The only teams to bow out of the finals in 'straight sets' over the past eight years were Port Adelaide in 2001 - at the hands of Hawthorn at AAMI Stadium - and last year when West Coast drew with Collingwood at Subiaco but were overrun in extra time.

And plenty of teams have looked even worse than the Saints and Bulldogs did last week before bouncing back in week two of the finals.

North Melbourne suffered 100-point plus defeats in the qualifying finals of 2000 and 2008 against Essendon and Geelong respectively only to bounce back and beat Hawthorn the following week in the semi-finals in both those years.

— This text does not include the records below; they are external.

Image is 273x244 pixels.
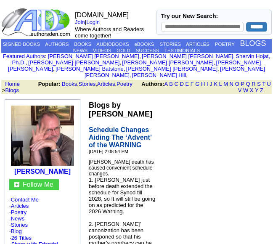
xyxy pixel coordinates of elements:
a: Blog [11,228,22,234]
a: BLOGS [240,39,266,48]
font: i [141,54,142,59]
font: | [75,19,103,25]
a: [PERSON_NAME] [PERSON_NAME] [85,66,265,78]
a: A [165,81,168,87]
a: News [11,216,25,222]
font: > [2,87,19,93]
a: O [235,81,240,87]
a: [PERSON_NAME] [PERSON_NAME] [126,66,218,72]
a: Q [246,81,250,87]
font: : [3,53,46,59]
b: Popular: [38,81,61,87]
font: i [125,67,126,72]
a: B [169,81,173,87]
a: F [191,81,194,87]
a: [PERSON_NAME] [PERSON_NAME] [122,59,213,66]
a: BOOKS [74,42,91,47]
a: U [267,81,271,87]
font: i [131,73,132,78]
a: SUCCESS [136,48,160,53]
b: Authors: [141,81,164,87]
font: i [55,67,56,72]
a: I [207,81,208,87]
font: i [215,61,216,65]
a: Articles [11,203,29,209]
img: 211017.jpeg [11,106,74,166]
a: P [241,81,244,87]
a: Stories [79,81,96,87]
label: Try our New Search: [161,13,218,19]
a: SIGNED BOOKS [3,42,40,47]
a: NEWS [73,48,88,53]
a: C [174,81,178,87]
a: Poetry [11,209,27,216]
a: Y [255,87,258,93]
a: [PERSON_NAME] Hill [132,72,186,78]
span: Schedule Changes Aiding The ‘Advent’ of the WARNING [89,126,152,149]
a: T [262,81,266,87]
a: Articles [97,81,115,87]
a: GOLD [117,48,130,53]
a: [PERSON_NAME] [PERSON_NAME] [8,59,261,72]
a: Shervin Hojat, Ph.D. [12,53,271,66]
a: R [252,81,255,87]
font: i [121,61,122,65]
a: [PERSON_NAME] Batstone [56,66,124,72]
a: H [201,81,205,87]
a: E [185,81,189,87]
a: Z [260,87,263,93]
a: Books [62,81,77,87]
span: [PERSON_NAME] death has caused convenient schedule changes. [89,159,154,177]
a: STORIES [160,42,181,47]
a: G [195,81,200,87]
img: logo_ad.gif [1,8,72,37]
a: Stories [11,222,28,228]
a: V [238,87,242,93]
a: L [219,81,222,87]
a: N [230,81,234,87]
a: POETRY [215,42,235,47]
a: Join [75,19,85,25]
a: Poetry [117,81,133,87]
a: 26 Titles [11,235,32,241]
font: , , , , , , , , , , [8,53,270,78]
a: D [180,81,184,87]
img: gc.jpg [14,182,19,187]
a: AUTHORS [45,42,69,47]
a: S [257,81,261,87]
a: Login [86,19,100,25]
a: [PERSON_NAME] [14,168,71,175]
a: J [210,81,213,87]
a: Contact Me [11,197,39,203]
font: i [27,61,28,65]
b: Blogs by [PERSON_NAME] [89,101,152,118]
a: [PERSON_NAME] [PERSON_NAME] [142,53,233,59]
a: K [214,81,218,87]
a: [PERSON_NAME] [PERSON_NAME] [48,53,139,59]
a: eBOOKS [134,42,154,47]
a: Blogs [5,87,19,93]
a: Home [5,81,20,87]
font: , , , [38,81,271,93]
font: [DOMAIN_NAME] [75,11,129,19]
font: i [235,54,236,59]
a: AUDIOBOOKS [96,42,129,47]
a: Follow Me [23,181,53,188]
font: i [219,67,220,72]
a: VIDEOS [93,48,111,53]
a: Featured Authors [3,53,45,59]
a: X [250,87,254,93]
font: Where Authors and Readers come together! [75,26,144,39]
a: ARTICLES [186,42,210,47]
a: [PERSON_NAME] [PERSON_NAME] [28,59,120,66]
a: M [224,81,228,87]
a: TESTIMONIALS [165,48,200,53]
font: i [188,73,189,78]
a: W [243,87,248,93]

And in 2001 Richmond lost its qualifying final by 70 points to Essendon and the following week came up against a Carlton side that had beaten Adelaide by 68 points in the elimination final and prevailed by 11 points

Certainly Collingwood coach Mick Malthouse, who side has been installed as favourites by the bookmakers against the higher-ranked Saints on Saturday night, is aware of how hard it is for the elimination final winners to back up the following week against teams hell-bent on atoning for qualifying final defeats.

"For one reason or another someone gets a hiding one week and they find something special for the following week," he said.

"We all say 'why does it happen' but we have all played the game and we all know sometimes you have a disastrous game but the following week you grit your teeth a bit harder and you become a better player."

So don't be surprised if the Dogs and Saints triumph this week, in spite of last week's results.